Wolverine said:As an A2 level Biology student and one who's going to do biomedicine next year, i'd say protein synthesis via DNA's transcription and translation is the most ingenious thing i've learnt thus far.
Natural selection, speciation and all that is alright but usually a bitch to answer in the papers; this year we had an allopatric speciation question on male seahorses. feck sake.
Wolverine said:Aye, the males get pregnant; embarrased to say that i didn't know that.
Wibble said:Dead easy. Talk about allopatric speciation in seahorses in the way you would talk about any geographically isolated form of speciation. To get an A say that sympatric speciation may have also occured due to size specific breeding habits in some seahorse species attributed to males brooding the young. If you mention disruptive selection (where large and small individuals survive better than intermediate sized individuals) then your lecturer will give you an A+ and want to dry bum you.
spinoza said:When I went to Malta, the dive guide said "Ve have too zeahorzes *** are very beautiful in der cave".
I thought he meant two types of seahorses.
He did. And he also meant 2 seahorses.
In a cave the size of a large sitting room. Pitch dark. With coral, rocks and other crap.
Cue 6 divers bobbing around with torches trying to spot 2 creatures the size of my little finger.
We found them in the end though, but not before someone ran out of air...
spinoza said:I thought sympatric speciation was unproven.
nickm said:Paper. Not papers. Books and websites - not peer-reviewed, therefore it's pseudo-science.
Mihajlovic said:Peer-Reviewed & Peer-Edited Scientific Publications Supporting the Theory of Intelligent Design:
http://www.discovery.org/scripts/viewDB/index.php?command=view&id=2640&program=CSC%20-%20Scientific%20Research%20and%20Scholarship%20-%20Science
So, how many of these have you read?Mihajlovic said:Peer-Reviewed & Peer-Edited Scientific Publications Supporting the Theory of Intelligent Design:
http://www.discovery.org/scripts/vi...Scientific Research and Scholarship - Science
I thought sympatric speciation was unproven.
Peer-Reviewed & Peer-Edited Scientific Publications Supporting the Theory of Intelligent Design:
http://www.discovery.org/scripts/viewDB/index.php?command=view&id=2640&program=CSC - Scientific Research and Scholarship - Science
I thought sympatric speciation was unproven.
I fecking hate Science and Nature. Highest rated journals, but the quality of papers is so much worse than corresponding top journals (or in CS conferences) in particular fields. The machine learning/statistics part of the publication was nuts, no way in hell would have passed in top ML conferences. I guess the prize to pay for inter-science articles though (combine different fields, but be bad in some/all of them).The jury is in and it is now proven
https://phys.org/news/2015-12-darwin-puddle-species-emerge-geographic.html
https://www.ncbi.nlm.nih.gov/pmc/articles/PMC4700518/
I fecking hate Science and Nature. Highest rated journals, but the quality of papers is so much worse than corresponding top journals (or in CS conferences) in particular fields. The machine learning/statistics part of the publication was nuts, no way in hell would have passed in top ML conferences. I guess the prize to pay for inter-science articles though (combine different fields, but be bad in some/all of them).
I don't feel it provided too much value, but at the same time, much better articles have shown this happening in more primitive forms, and there is already a mountain of proof.
I think it is more that they need to be lite in specific sciences, in order to appeal to everyone. Additionally, they cannot go too much into details cause the reviewers might be totally clueless in that scientific discipline. While I get the point of them (and the popularity of them talk for itself), they look quite unprofessional to me (even those who are pure machine learning / computer vision are quite meh and have long given up on them).I bow to your knowledge of machine learning as I know next to nothing about it.
One issue with most journals is that their pool of reviewers come from a particular discipline. Biologists will have biology and multivariate biostats skills but probably no machine learning expertise for example.
When we first discussed this many years ago the proof was largely modelling agreeing with outcomes that made it possible but not really proven (if I remember correctly - which I may not).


### What to work on
Search the records below for the line containing "Detect and localize *footwear*.". Write out that line and every line after it exactly as written.

### Data extract
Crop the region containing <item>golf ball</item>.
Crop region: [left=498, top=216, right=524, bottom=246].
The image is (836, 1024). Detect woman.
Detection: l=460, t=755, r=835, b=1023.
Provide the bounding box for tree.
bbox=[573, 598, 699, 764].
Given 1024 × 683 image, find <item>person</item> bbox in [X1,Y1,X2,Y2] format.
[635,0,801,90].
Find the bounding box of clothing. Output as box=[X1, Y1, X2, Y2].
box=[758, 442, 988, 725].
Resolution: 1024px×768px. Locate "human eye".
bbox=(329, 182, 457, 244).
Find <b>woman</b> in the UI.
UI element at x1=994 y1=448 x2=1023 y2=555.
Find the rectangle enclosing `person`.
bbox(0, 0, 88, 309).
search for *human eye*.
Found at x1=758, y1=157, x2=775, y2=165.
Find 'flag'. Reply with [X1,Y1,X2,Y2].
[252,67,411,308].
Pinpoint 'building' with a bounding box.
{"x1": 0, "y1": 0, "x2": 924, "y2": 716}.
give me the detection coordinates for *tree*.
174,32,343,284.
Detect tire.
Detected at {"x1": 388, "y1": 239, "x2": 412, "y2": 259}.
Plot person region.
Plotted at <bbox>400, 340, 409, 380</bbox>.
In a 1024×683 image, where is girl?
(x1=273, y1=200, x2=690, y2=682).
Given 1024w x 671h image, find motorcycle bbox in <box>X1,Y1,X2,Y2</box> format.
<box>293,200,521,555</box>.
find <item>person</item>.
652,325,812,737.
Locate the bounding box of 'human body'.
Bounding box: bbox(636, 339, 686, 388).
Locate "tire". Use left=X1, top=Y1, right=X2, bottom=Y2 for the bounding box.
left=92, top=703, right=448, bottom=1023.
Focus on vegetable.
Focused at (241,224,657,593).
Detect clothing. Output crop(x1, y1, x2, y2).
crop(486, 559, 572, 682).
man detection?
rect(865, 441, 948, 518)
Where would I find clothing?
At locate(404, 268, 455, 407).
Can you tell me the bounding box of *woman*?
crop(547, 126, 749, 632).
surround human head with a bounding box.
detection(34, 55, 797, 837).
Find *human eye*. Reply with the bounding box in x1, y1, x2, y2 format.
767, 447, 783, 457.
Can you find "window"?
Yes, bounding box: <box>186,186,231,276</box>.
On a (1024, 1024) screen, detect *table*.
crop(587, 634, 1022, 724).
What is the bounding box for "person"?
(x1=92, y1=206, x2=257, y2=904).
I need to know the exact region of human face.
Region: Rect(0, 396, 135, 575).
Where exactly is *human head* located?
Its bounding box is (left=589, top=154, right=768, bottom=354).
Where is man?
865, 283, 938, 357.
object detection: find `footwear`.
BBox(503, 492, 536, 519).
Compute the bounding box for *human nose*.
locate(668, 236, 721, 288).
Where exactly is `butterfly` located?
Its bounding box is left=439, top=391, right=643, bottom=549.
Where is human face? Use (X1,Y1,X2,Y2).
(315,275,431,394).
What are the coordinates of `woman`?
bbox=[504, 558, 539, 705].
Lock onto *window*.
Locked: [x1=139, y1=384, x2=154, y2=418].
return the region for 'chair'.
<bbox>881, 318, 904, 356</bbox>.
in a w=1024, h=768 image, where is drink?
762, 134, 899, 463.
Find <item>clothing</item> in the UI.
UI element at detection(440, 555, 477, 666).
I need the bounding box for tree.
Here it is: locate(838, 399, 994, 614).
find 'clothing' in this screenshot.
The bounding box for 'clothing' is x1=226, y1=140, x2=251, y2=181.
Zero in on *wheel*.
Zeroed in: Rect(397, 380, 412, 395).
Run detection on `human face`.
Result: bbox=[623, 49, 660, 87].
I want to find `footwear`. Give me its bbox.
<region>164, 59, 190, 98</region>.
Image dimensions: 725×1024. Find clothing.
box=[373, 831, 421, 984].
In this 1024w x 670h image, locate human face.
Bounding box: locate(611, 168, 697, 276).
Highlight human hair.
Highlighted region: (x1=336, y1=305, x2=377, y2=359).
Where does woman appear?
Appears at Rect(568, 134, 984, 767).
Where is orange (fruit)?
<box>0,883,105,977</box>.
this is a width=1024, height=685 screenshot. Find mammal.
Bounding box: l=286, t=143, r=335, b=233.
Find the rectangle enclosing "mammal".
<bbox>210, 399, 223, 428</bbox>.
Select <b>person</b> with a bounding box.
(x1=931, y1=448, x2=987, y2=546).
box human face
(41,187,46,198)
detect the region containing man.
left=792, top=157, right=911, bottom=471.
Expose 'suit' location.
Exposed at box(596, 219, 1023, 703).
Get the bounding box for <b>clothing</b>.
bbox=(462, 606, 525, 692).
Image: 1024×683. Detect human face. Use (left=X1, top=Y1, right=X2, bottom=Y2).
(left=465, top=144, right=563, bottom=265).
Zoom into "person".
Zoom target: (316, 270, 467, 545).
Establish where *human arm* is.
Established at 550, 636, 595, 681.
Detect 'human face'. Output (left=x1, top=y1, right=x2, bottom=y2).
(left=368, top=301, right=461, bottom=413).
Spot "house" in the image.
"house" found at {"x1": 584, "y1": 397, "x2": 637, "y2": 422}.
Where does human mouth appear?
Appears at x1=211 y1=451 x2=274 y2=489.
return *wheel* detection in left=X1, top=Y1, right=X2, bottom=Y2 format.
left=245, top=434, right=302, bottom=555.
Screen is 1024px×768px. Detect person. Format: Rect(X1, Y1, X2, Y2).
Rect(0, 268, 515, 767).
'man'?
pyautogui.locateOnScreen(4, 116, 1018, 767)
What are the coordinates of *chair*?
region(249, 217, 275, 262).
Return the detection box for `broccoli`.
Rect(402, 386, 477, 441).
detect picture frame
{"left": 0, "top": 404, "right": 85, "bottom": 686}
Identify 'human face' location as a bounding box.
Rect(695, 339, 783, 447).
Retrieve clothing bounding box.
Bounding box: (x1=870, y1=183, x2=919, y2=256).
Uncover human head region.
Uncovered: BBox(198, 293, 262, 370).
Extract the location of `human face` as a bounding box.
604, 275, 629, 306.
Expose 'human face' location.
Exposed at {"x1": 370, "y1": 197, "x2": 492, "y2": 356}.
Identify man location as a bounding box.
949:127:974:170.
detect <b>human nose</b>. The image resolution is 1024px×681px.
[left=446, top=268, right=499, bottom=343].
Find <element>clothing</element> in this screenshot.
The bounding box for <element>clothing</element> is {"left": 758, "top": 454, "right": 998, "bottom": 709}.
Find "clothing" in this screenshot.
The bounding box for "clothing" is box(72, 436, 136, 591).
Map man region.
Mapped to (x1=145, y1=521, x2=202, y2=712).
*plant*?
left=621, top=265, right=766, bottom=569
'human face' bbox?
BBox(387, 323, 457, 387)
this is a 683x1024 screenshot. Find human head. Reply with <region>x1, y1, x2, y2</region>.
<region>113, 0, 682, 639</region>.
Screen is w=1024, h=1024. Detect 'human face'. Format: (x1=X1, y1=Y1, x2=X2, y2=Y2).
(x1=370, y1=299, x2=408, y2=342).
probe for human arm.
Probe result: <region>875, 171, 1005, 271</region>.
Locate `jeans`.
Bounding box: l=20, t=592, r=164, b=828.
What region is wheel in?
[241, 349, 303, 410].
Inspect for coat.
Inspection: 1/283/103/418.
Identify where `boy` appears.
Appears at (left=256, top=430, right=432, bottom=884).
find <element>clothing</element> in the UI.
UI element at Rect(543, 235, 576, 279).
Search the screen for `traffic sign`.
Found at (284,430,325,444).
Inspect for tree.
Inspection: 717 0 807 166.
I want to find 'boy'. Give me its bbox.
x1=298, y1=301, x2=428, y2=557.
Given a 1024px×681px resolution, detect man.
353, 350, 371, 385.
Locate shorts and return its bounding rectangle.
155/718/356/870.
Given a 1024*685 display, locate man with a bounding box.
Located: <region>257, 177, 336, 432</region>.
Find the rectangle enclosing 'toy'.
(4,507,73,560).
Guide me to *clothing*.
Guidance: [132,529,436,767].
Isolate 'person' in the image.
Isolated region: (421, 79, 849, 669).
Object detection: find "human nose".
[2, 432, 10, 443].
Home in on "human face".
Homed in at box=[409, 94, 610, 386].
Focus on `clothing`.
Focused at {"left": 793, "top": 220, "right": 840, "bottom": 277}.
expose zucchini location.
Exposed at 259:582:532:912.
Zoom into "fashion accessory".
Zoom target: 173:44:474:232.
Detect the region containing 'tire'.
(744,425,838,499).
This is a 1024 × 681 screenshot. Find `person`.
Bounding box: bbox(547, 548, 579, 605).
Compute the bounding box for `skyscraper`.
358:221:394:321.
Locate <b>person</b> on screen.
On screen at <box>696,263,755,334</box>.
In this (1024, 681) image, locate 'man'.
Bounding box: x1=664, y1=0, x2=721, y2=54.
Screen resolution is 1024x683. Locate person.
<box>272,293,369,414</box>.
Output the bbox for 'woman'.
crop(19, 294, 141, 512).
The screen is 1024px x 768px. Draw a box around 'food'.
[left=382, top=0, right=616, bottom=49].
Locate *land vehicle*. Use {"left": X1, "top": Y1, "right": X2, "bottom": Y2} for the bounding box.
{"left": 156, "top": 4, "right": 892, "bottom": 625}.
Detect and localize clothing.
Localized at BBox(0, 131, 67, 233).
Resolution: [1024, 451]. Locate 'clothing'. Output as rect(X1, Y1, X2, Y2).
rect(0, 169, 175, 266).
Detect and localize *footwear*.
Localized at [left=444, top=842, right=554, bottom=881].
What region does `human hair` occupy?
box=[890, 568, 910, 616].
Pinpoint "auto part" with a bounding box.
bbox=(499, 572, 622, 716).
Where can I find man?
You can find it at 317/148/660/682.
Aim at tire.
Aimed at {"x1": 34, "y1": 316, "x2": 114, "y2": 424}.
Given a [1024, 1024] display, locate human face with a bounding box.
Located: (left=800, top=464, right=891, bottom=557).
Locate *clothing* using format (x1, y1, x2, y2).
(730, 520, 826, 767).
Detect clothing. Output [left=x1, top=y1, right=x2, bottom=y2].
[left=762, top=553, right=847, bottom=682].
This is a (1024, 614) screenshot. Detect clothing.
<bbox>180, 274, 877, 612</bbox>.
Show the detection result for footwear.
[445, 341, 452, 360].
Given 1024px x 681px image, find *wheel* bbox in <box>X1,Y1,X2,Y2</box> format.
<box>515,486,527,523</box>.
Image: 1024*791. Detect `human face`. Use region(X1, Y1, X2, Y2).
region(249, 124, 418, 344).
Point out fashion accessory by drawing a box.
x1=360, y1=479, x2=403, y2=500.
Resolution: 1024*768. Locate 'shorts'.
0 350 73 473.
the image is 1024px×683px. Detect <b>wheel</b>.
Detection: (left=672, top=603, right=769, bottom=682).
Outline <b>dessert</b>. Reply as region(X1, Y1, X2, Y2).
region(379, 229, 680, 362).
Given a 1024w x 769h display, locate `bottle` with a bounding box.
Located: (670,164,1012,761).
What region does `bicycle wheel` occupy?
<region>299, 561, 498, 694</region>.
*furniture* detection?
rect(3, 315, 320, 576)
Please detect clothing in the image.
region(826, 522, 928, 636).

### Your response
Detect and localize *footwear*.
Localized at [left=444, top=842, right=554, bottom=881].
What region does `human hair` occupy?
box=[890, 568, 910, 616].
Pinpoint "auto part" with a bounding box.
bbox=(499, 572, 622, 716).
Where can I find man?
You can find it at 317/148/660/682.
Aim at tire.
Aimed at {"x1": 34, "y1": 316, "x2": 114, "y2": 424}.
Given a [1024, 1024] display, locate human face with a bounding box.
Located: (left=800, top=464, right=891, bottom=557).
Locate *clothing* using format (x1, y1, x2, y2).
(730, 520, 826, 767).
Detect clothing. Output [left=x1, top=y1, right=x2, bottom=y2].
[left=762, top=553, right=847, bottom=682].
This is a (1024, 614) screenshot. Detect clothing.
<bbox>180, 274, 877, 612</bbox>.
Show the detection result for footwear.
[445, 341, 452, 360].
Given 1024px x 681px image, find *wheel* bbox in <box>X1,Y1,X2,Y2</box> format.
<box>515,486,527,523</box>.
Image: 1024*791. Detect `human face`. Use region(X1, Y1, X2, Y2).
region(249, 124, 418, 344).
Point out fashion accessory by drawing a box.
x1=360, y1=479, x2=403, y2=500.
Resolution: 1024*768. Locate 'shorts'.
0 350 73 473.
the image is 1024px×683px. Detect <b>wheel</b>.
Detection: (left=672, top=603, right=769, bottom=682).
Outline <b>dessert</b>. Reply as region(X1, Y1, X2, Y2).
region(379, 229, 680, 362).
Given a 1024w x 769h display, locate `bottle` with a bounding box.
Located: (670,164,1012,761).
What region does `bicycle wheel` occupy?
<region>299, 561, 498, 694</region>.
*furniture* detection?
rect(3, 315, 320, 576)
Please detect clothing in the image.
region(826, 522, 928, 636).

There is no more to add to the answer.